From these differing tales of the two brothers we can deduce that the family business took a downturn, around the time that Coco sold up and relocated to Athens. George managed to secure a position with the Ralli Brothers, but Nicholas fared less well.


The Ralli Building stood next to the site of the Mark Addy Pub.


The Ralli family name lives on in the Ralli Quays development. Read about the Company (1951) here


Francisco Scaramanga



Regarding the hunt for a connection to the Bond villain, Ian Flemming is said to have took inspiration for the name from a fellow student at Eton. Flemming shared a lasting rivalry with a George Ambrose Scaramanga and following several altercations Fleming decided to use the animosity he felt towards George Scaramanga for the influence behind one of his most famous villains.

This annoying school kid, had been born in 1911, the son of Ambrose George Scaramanga (b:1869) and Nina Schilizzi (b:1879). Both surnames you're familiar with unless you skipped to this bit.

Ambrose was born in Sussex in 1869 to George C. Scaramanga. George was a Merchant and Landowner, born in Maria, Greece in 1827.

Nina was born in 1879, the daughter of Fanny and Theodore (b:1840 Constantinople). Theodore Schilizzi was the son of Emmanuel T. and his wife Vierou Argenti.

Both these Schilizzi and Scaramanga families were living in Paddington, London in 1881. The "Broughton" Scaramanga and Schilizzi families were living in Finsbury Circus in 1841. Though Coco's son George was living in Paddinton in 1901, there is no obvious link in London.

If this was an episode of the BBC's "Who Do You Think You Are?", they would tell me to jump on a plane and carry on my research in Greece :-)


Fly Off


Here is a Link to a photo gallery of Greek Graves in St Mary's Churchyard.



UPDATE: I found the link between the two Scaramanga families, and didn't need my passport! As I had already found out, the link wasn't in the UK, I had to go back a bit further to join the two family branches. The greatgrandad of Nicholas who is buried at St Mary's, was also the 3xgreatgrandad of George Ambrose Scaramanga who inspired the name of the Bond Villain.

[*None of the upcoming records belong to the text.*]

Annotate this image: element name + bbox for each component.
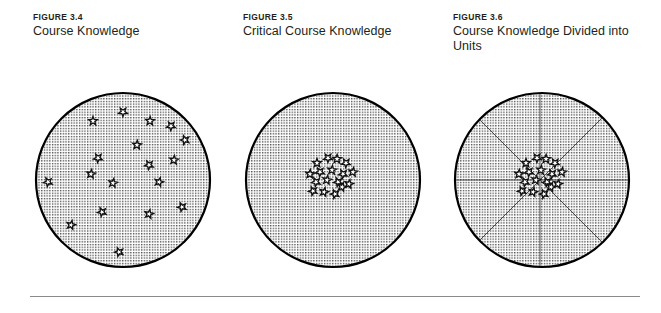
circle-diagram-svg <box>243 90 423 270</box>
circle-diagram-svg <box>452 90 632 270</box>
footer-divider <box>30 296 640 297</box>
figure-title: Critical Course Knowledge <box>243 24 443 39</box>
figure-title: Course Knowledge Divided into Units <box>453 24 653 54</box>
figure-page: FIGURE 3.4 Course Knowledge FIGURE 3.5 C… <box>0 0 661 313</box>
figure-label: FIGURE 3.4 <box>33 12 233 23</box>
figure-caption-3-6: FIGURE 3.6 Course Knowledge Divided into… <box>453 12 653 54</box>
figure-caption-3-5: FIGURE 3.5 Critical Course Knowledge <box>243 12 443 39</box>
diagram-course-knowledge <box>33 90 213 270</box>
figure-title: Course Knowledge <box>33 24 233 39</box>
circle-diagram-svg <box>33 90 213 270</box>
diagram-course-knowledge-divided <box>452 90 632 270</box>
figure-label: FIGURE 3.5 <box>243 12 443 23</box>
figure-caption-3-4: FIGURE 3.4 Course Knowledge <box>33 12 233 39</box>
figure-label: FIGURE 3.6 <box>453 12 653 23</box>
diagram-critical-course-knowledge <box>243 90 423 270</box>
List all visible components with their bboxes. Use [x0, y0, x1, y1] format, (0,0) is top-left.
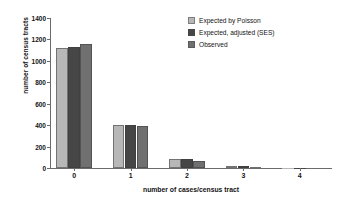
bar-chart-figure: number of census tracts 0200400600800100…: [0, 0, 340, 208]
legend-swatch-icon: [188, 17, 195, 24]
x-axis-tick-label: 2: [175, 172, 199, 179]
bar: [181, 159, 193, 168]
bar: [137, 126, 149, 168]
legend-label: Expected, adjusted (SES): [199, 29, 275, 37]
x-axis-tick-label: 0: [62, 172, 86, 179]
x-axis-tick-label: 4: [288, 172, 312, 179]
legend-item: Expected by Poisson: [188, 15, 333, 26]
bar-group: [56, 18, 92, 168]
y-axis-line: [50, 18, 51, 168]
bar: [56, 48, 68, 168]
y-axis-tick-mark: [47, 39, 50, 40]
y-axis-tick-mark: [47, 147, 50, 148]
y-axis-tick-mark: [47, 104, 50, 105]
bar: [169, 159, 181, 168]
x-axis-tick-mark: [300, 168, 301, 171]
legend-swatch-icon: [188, 41, 195, 48]
x-axis-title: number of cases/census tract: [50, 186, 332, 193]
bar: [68, 47, 80, 168]
y-axis-tick-mark: [47, 61, 50, 62]
y-axis-tick-mark: [47, 125, 50, 126]
bar: [226, 166, 238, 168]
bar-group: [113, 18, 149, 168]
legend-swatch-icon: [188, 29, 195, 36]
x-axis-tick-label: 1: [119, 172, 143, 179]
legend-label: Observed: [199, 41, 228, 49]
y-axis-tick-labels: 0200400600800100012001400: [18, 0, 46, 208]
legend-item: Observed: [188, 39, 333, 50]
x-axis-tick-mark: [243, 168, 244, 171]
y-axis-tick-label: 200: [20, 143, 46, 150]
bar: [113, 125, 125, 168]
x-axis-line: [50, 168, 332, 169]
x-axis-tick-label: 3: [231, 172, 255, 179]
y-axis-tick-mark: [47, 18, 50, 19]
y-axis-tick-label: 1000: [20, 57, 46, 64]
y-axis-tick-mark: [47, 82, 50, 83]
y-axis-tick-label: 400: [20, 122, 46, 129]
y-axis-tick-label: 0: [20, 165, 46, 172]
legend-label: Expected by Poisson: [199, 17, 261, 25]
x-axis-tick-mark: [131, 168, 132, 171]
bar: [125, 125, 137, 168]
chart-legend: Expected by PoissonExpected, adjusted (S…: [188, 15, 333, 51]
y-axis-tick-label: 1200: [20, 36, 46, 43]
legend-item: Expected, adjusted (SES): [188, 27, 333, 38]
x-axis-tick-mark: [187, 168, 188, 171]
y-axis-tick-label: 600: [20, 100, 46, 107]
bar: [250, 167, 262, 168]
y-axis-tick-label: 800: [20, 79, 46, 86]
bar: [80, 44, 92, 168]
bar: [193, 161, 205, 168]
x-axis-tick-mark: [74, 168, 75, 171]
y-axis-tick-mark: [47, 168, 50, 169]
y-axis-tick-label: 1400: [20, 15, 46, 22]
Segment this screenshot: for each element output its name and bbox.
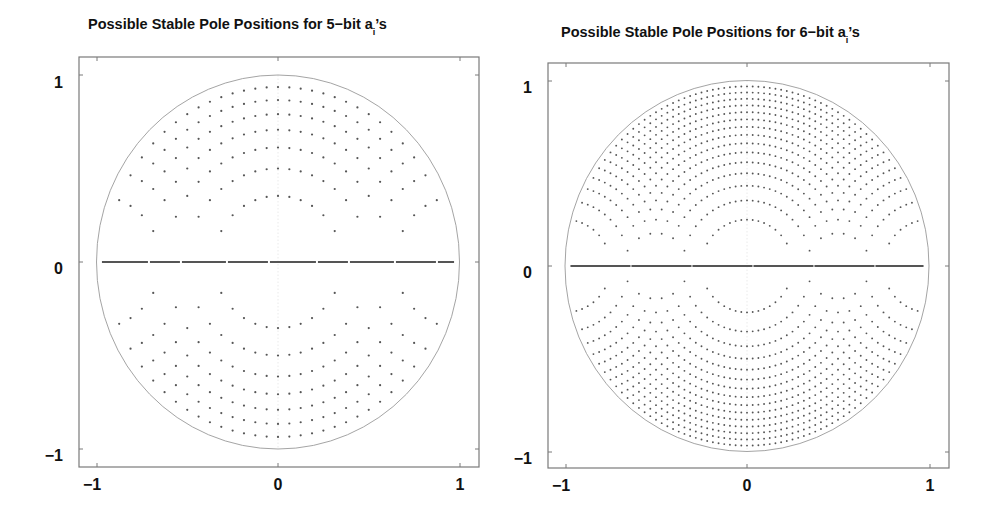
ytick-label: 0 xyxy=(54,260,63,277)
ytick-label: 1 xyxy=(54,74,63,91)
xtick-label: −1 xyxy=(83,476,101,493)
xtick-label: 0 xyxy=(274,476,283,493)
plot-title-5bit: Possible Stable Pole Positions for 5−bit… xyxy=(88,16,387,37)
ytick-label: 0 xyxy=(523,264,532,281)
ytick-label: −1 xyxy=(514,450,532,467)
ytick-label: −1 xyxy=(45,447,63,464)
xtick-label: −1 xyxy=(552,477,570,494)
xtick-label: 1 xyxy=(926,477,935,494)
xtick-label: 1 xyxy=(456,476,465,493)
ytick-label: 1 xyxy=(523,79,532,96)
plot-6bit: Possible Stable Pole Positions for 6−bit… xyxy=(514,24,949,494)
xtick-label: 0 xyxy=(743,477,752,494)
plot-5bit: Possible Stable Pole Positions for 5−bit… xyxy=(45,16,479,493)
plot-title-6bit: Possible Stable Pole Positions for 6−bit… xyxy=(561,24,860,45)
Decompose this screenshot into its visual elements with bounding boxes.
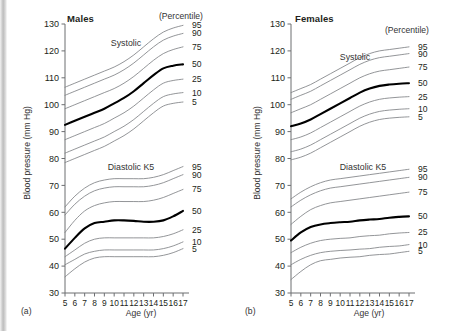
page-gutter-shadow	[0, 0, 7, 331]
svg-text:70: 70	[49, 181, 59, 191]
svg-text:11: 11	[346, 298, 355, 308]
svg-text:50: 50	[275, 234, 285, 244]
figure-page: Males Blood pressure (mm Hg) Age (yr) (a…	[0, 0, 476, 331]
svg-text:12: 12	[129, 298, 139, 308]
svg-text:6: 6	[298, 298, 303, 308]
svg-text:50: 50	[192, 206, 202, 216]
svg-text:50: 50	[49, 234, 59, 244]
svg-text:100: 100	[270, 100, 285, 110]
svg-text:(Percentile): (Percentile)	[159, 11, 203, 21]
svg-text:60: 60	[275, 208, 285, 218]
svg-text:9: 9	[328, 298, 333, 308]
svg-text:14: 14	[375, 298, 385, 308]
svg-text:5: 5	[418, 246, 423, 256]
svg-text:90: 90	[418, 172, 428, 182]
plot-area-females: 3040506070809010011012013056789101112131…	[235, 0, 467, 331]
svg-text:40: 40	[275, 261, 285, 271]
svg-text:90: 90	[192, 28, 202, 38]
svg-text:90: 90	[418, 49, 428, 59]
svg-text:75: 75	[418, 187, 428, 197]
svg-text:9: 9	[102, 298, 107, 308]
svg-text:Systolic: Systolic	[340, 52, 371, 62]
svg-text:60: 60	[49, 208, 59, 218]
svg-text:8: 8	[318, 298, 323, 308]
svg-text:Diastolic K5: Diastolic K5	[340, 162, 387, 172]
svg-text:14: 14	[149, 298, 159, 308]
svg-text:7: 7	[308, 298, 313, 308]
svg-text:80: 80	[49, 154, 59, 164]
svg-text:130: 130	[270, 19, 285, 29]
svg-text:50: 50	[418, 78, 428, 88]
svg-text:75: 75	[192, 184, 202, 194]
chart-panel-females: Females Blood pressure (mm Hg) Age (yr) …	[235, 0, 467, 331]
svg-text:16: 16	[395, 298, 405, 308]
svg-text:8: 8	[92, 298, 97, 308]
svg-text:10: 10	[110, 298, 120, 308]
svg-text:7: 7	[82, 298, 87, 308]
svg-text:90: 90	[49, 127, 59, 137]
svg-text:25: 25	[418, 227, 428, 237]
blood-pressure-percentile-figure: Males Blood pressure (mm Hg) Age (yr) (a…	[7, 0, 476, 331]
svg-text:5: 5	[289, 298, 294, 308]
svg-text:75: 75	[418, 62, 428, 72]
svg-text:90: 90	[192, 170, 202, 180]
svg-text:25: 25	[192, 225, 202, 235]
svg-text:30: 30	[275, 288, 285, 298]
svg-text:11: 11	[120, 298, 129, 308]
svg-text:13: 13	[139, 298, 149, 308]
svg-text:75: 75	[192, 42, 202, 52]
svg-text:16: 16	[169, 298, 179, 308]
svg-text:100: 100	[44, 100, 59, 110]
svg-text:70: 70	[275, 181, 285, 191]
plot-area-males: 3040506070809010011012013056789101112131…	[9, 0, 241, 331]
svg-text:5: 5	[192, 97, 197, 107]
svg-text:120: 120	[270, 46, 285, 56]
svg-text:5: 5	[63, 298, 68, 308]
svg-text:17: 17	[404, 298, 414, 308]
svg-text:15: 15	[159, 298, 169, 308]
svg-text:Diastolic K5: Diastolic K5	[108, 162, 155, 172]
svg-text:90: 90	[275, 127, 285, 137]
svg-text:15: 15	[385, 298, 395, 308]
svg-text:10: 10	[336, 298, 346, 308]
svg-text:6: 6	[72, 298, 77, 308]
svg-text:40: 40	[49, 261, 59, 271]
svg-text:13: 13	[365, 298, 375, 308]
svg-text:50: 50	[192, 59, 202, 69]
svg-text:12: 12	[355, 298, 365, 308]
svg-text:110: 110	[271, 73, 285, 83]
svg-text:25: 25	[418, 92, 428, 102]
svg-text:(Percentile): (Percentile)	[385, 25, 429, 35]
svg-text:120: 120	[44, 46, 59, 56]
svg-text:50: 50	[418, 211, 428, 221]
svg-text:110: 110	[45, 73, 59, 83]
svg-text:30: 30	[49, 288, 59, 298]
svg-text:5: 5	[192, 244, 197, 254]
svg-text:130: 130	[44, 19, 59, 29]
chart-panel-males: Males Blood pressure (mm Hg) Age (yr) (a…	[9, 0, 241, 331]
svg-text:5: 5	[418, 112, 423, 122]
svg-text:25: 25	[192, 74, 202, 84]
svg-text:17: 17	[178, 298, 188, 308]
svg-text:Systolic: Systolic	[111, 38, 142, 48]
svg-text:80: 80	[275, 154, 285, 164]
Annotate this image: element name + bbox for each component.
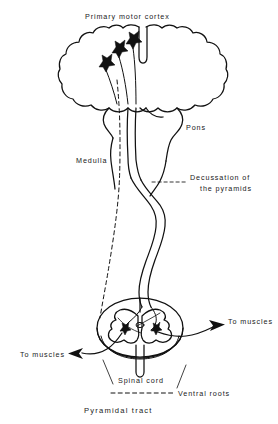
ventral-roots-tick-line [177, 365, 186, 388]
pyramid-left-border [127, 108, 131, 178]
to-muscles-right-label: To muscles [228, 317, 273, 326]
medulla-left-contour [111, 138, 115, 189]
spinal-cord-rim-highlight [101, 336, 179, 359]
corticospinal-tract-lateral-outer [141, 180, 165, 307]
ventral-roots-label: Ventral roots [178, 389, 230, 398]
pyramid-medial-border [135, 108, 141, 180]
axon-neuron-2 [119, 57, 128, 104]
pyramidal-neuron-1 [99, 54, 115, 72]
axon-neuron-1 [106, 70, 117, 104]
pyramidal-neuron-group [99, 31, 142, 72]
primary-motor-cortex-label: Primary motor cortex [85, 12, 170, 21]
decussation-label-line2: the pyramids [200, 184, 252, 193]
to-muscles-left-label: To muscles [20, 350, 65, 359]
ventral-median-fissure [136, 345, 144, 377]
decussation-label-line1: Decussation of [190, 173, 250, 182]
pyramidal-tract-diagram: Primary motor cortex Pons Medulla Decuss… [0, 0, 278, 424]
longitudinal-fissure [139, 27, 147, 63]
medulla-right-contour [150, 161, 166, 196]
axon-neuron-3 [133, 48, 136, 104]
arrowhead-right [209, 320, 225, 331]
pyramidal-neuron-2 [112, 40, 128, 58]
pons-right-contour [166, 108, 183, 161]
arrowhead-left [68, 348, 83, 359]
medulla-label: Medulla [76, 156, 107, 165]
spinal-cord-label: Spinal cord [118, 376, 164, 385]
ventral-root-right-axon [158, 327, 213, 336]
right-hemisphere-outline [140, 25, 228, 112]
ventral-root-left-axon [82, 333, 122, 354]
pons-label: Pons [186, 123, 206, 132]
pons-left-contour [103, 108, 113, 138]
uncrossed-tract-dashed [100, 80, 120, 318]
corticospinal-tract-lateral-inner [131, 178, 156, 307]
spinal-cord-leader-line [103, 360, 113, 384]
figure-caption: Pyramidal tract [84, 406, 153, 415]
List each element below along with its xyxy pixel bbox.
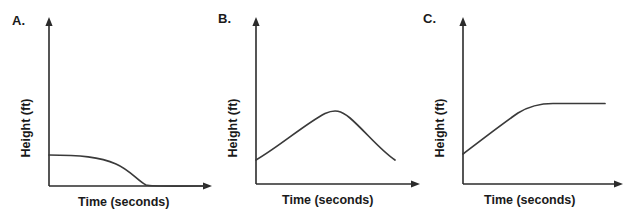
data-curve-c (463, 104, 605, 155)
x-axis-label-c: Time (seconds) (484, 194, 575, 207)
y-axis-label-c: Height (ft) (434, 98, 447, 157)
y-axis-label-a: Height (ft) (20, 98, 33, 157)
graph-panel-c: C. Height (ft) Time (seconds) (418, 0, 630, 220)
x-axis-arrowhead-c (614, 180, 623, 187)
data-curve-a (49, 155, 205, 186)
three-graph-figure: A. Height (ft) Time (seconds) B. Heig (0, 0, 637, 220)
data-curve-b (256, 111, 395, 160)
y-axis-arrowhead-a (45, 17, 52, 26)
graph-panel-a: A. Height (ft) Time (seconds) (0, 0, 212, 220)
y-axis-label-b: Height (ft) (227, 98, 240, 157)
y-axis-arrowhead-c (459, 17, 466, 26)
graph-panel-b: B. Height (ft) Time (seconds) (210, 0, 422, 220)
panel-c-plot (418, 0, 637, 220)
panel-b-plot (210, 0, 422, 220)
y-axis-arrowhead-b (252, 17, 259, 26)
x-axis-label-a: Time (seconds) (78, 196, 169, 209)
x-axis-label-b: Time (seconds) (282, 194, 373, 207)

Georgios Scaramanga was born about 1698 on the Greek Island of Chios a.k.a. Scio. He had two sons, Dimitrios (b:1729) who descends to George, and Nicholas "Coco" Scaramanga (b:1748) who descends to "our" Nicholas. This Nicholas was not the earliest found to carry the name "Coco" though. His greatgrandad was born on Chios about 1630, Nicolas 'Coco' Petros Scaramanga.


The Scaramanga family Tree


If you scour that familytree you may spot the links to the Argenti, Sechiari, Schilizzi(x3) and Ralli families.

Please donate to help The Churchyard Action Group maintain St Mary's Churchyard. It wont be spent on flights to Greece, but it will help us to get in materials, tools, and professionals.